Land policy to address historical injustices, says PS


Published on 21/11/2009

By Gakuu Mathenge

Lands PS Dorothy Angote has urged MPs to support Sessional Paper on Draft National Land Policy tabled in Parliament by Lands Minister James Orengo on Wednesday.

Angote said land policies handed down to Africa by colonial powers are responsible for perpetual food insecurity. She said Africa spends $19 billion annually in food imports due to shortage.

"The fact that Africa spends this kind of money on food imports despite possession of vast tracks of arable land is evident policies we inherited from colonial powers have not served us well. They’re long over due for review," she said in interview with The Standard on Saturday.

Apart from proposing laws that promote food production, the sessional paper imposes a limit to land ownership by foreigners and proposes foreign interests to leaseholds to be limited to 99 years.

This aims to not only overturn the 999-year leases granted to settlers by colonial authorities, but also a treaty signed by founding President Jomo Kenyatta with the Sultan of Zanzibar, on the eve of independence, granting Arab settlers perpetual protection of their land interests at the Coast.

"The freehold titles to land in the Coast region… will at all times be recognised… I have the honour to propose that this letter and your reply in confirmation shall constitute an agreement between our two governments," the treaty dated October 5, 1963 says.

It is signed by Kenyatta and Zanzibar Prime Minister M Shamte, on behalf of His Highness the Sultan of Zanzibar.

The guarantee constituted part of commitments Kenyatta administration undertook in exchange for the Ten Mile Coastal Strip, which was politically part of the Sultan’s territory.

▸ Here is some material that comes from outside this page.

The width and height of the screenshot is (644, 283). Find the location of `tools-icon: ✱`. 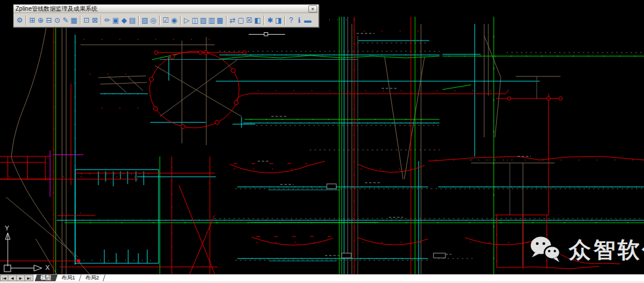

tools-icon: ✱ is located at coordinates (270, 20).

The treaty has left successive governments saddled with vast swathes of land owned by foreigners and a big population of landless people at the Coast.

Historic policy

Angote said the proposed land policy is historic and the best gift to Kenyans. "It is the best document on land Kenya has ever produced. The search for a national land policy started in 1905, and it is only the first time we have managed to produce a draft policy since," she added.

The Cabinet adopted the draft national land policy in July, and if Parliament approves the sessional paper, it will unlock a raft of land reforms that include overhaul of existing land laws and enactment of new ones.